Do you want to keep track of what changes have been made to the Central User Management configuration or the distribution parameters for the User Master's Care? You can manage the change documents centrally. The Central User Administration (ZBV) is used to create users, assign roles and distribute them to the respective subsidiary systems. For this, the ZBV has to be configured initially. These include defining the ZBV landscape, i.e. defining the central system and subsidiary systems, adjusting the distribution parameters and transferring users from the subsidiary systems to the central system. You can also configure the ZBV afterwards. For example, you can add subsidiary systems or release them from the ZBV. In the transaction, you can modify SCUM to change the field allocation properties so that fields that were originally globally distributed across the ZBVs are also locally maintainable. All this information about the changes to the ZBV configuration has not been centrally logged.
Trace after missing permissions
The first step to eliminating sprawl in permissions is to prevent it. To do this, administrators should obtain an overview and the assigned authorizations should be checked regularly. This helps to identify problems and incorrectly assigned authorizations at an early stage. The workload monitor can help here. This shows which authorizations users are actually using. The use of authorizations can be analyzed selectively and exported to tables. This also helps to improve existing roles and to create new roles for the authorization model in SAP.

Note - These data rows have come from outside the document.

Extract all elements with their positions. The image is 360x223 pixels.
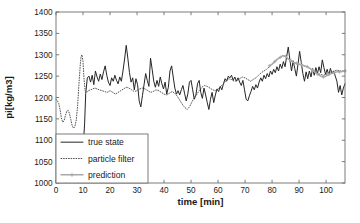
y-axis-title: pi[kg/m3] <box>3 76 14 119</box>
y-tick-label: 1350 <box>34 29 53 38</box>
x-tick-label: 30 <box>132 186 142 195</box>
x-tick-label: 10 <box>78 186 88 195</box>
x-tick-label: 60 <box>214 186 224 195</box>
y-tick-label: 1200 <box>34 94 53 103</box>
legend-label: prediction <box>88 170 125 180</box>
x-axis-title: time [min] <box>178 196 224 207</box>
x-tick-label: 50 <box>186 186 196 195</box>
figure-container: 0102030405060708090100 10001050110011501… <box>0 0 360 223</box>
y-tick-label: 1150 <box>35 115 53 124</box>
y-tick-label: 1000 <box>34 179 53 188</box>
x-tick-label: 80 <box>268 186 278 195</box>
y-tick-label: 1100 <box>35 136 53 145</box>
legend-label: particle filter <box>88 154 134 164</box>
chart-canvas: 0102030405060708090100 10001050110011501… <box>0 0 360 223</box>
legend-label: true state <box>88 137 124 147</box>
y-axis-tick-labels: 100010501100115012001250130013501400 <box>34 8 53 188</box>
x-axis-tick-labels: 0102030405060708090100 <box>54 186 334 195</box>
y-tick-label: 1400 <box>34 8 53 17</box>
x-tick-label: 0 <box>54 186 59 195</box>
x-tick-label: 90 <box>295 186 305 195</box>
y-tick-label: 1250 <box>34 72 53 81</box>
y-tick-label: 1300 <box>34 51 53 60</box>
y-tick-label: 1050 <box>34 158 53 167</box>
x-tick-label: 40 <box>159 186 169 195</box>
chart-legend: true stateparticle filterprediction <box>56 134 148 183</box>
x-tick-label: 70 <box>241 186 251 195</box>
x-tick-label: 100 <box>319 186 333 195</box>
x-tick-label: 20 <box>105 186 115 195</box>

Let's say that a user - we call her Claudia - should be able to edit the spool jobs of another user - in our example Dieter - in the transaction SP01. What do you need to do as an administrator? Each spool job has a Permission field; By default, this field is blank. If Claudia wants to see a Dieter spool job, the system will check if Claudia has a specific spool job permission with a value of DIETER. Claudia does not need additional permissions for its own spool jobs that are not protected with a special permission value.

If you get into the situation that authorizations are required that were not considered in the role concept, "Shortcut for SAP systems" allows you to assign the complete authorization for the respective authorization object.

The second line with PATH = /tmp allows read and write access for all files starting with /tmp, similar to a permission value /tmp*, as an exception to the access ban defined in the first line for all files and paths.

At www.sap-corner.de you will also find a lot of useful information on the subject of SAP authorizations.


Once you have determined that you want to add more fields to your check, assign your authorization object to the AAAA object class and create a new authorization object.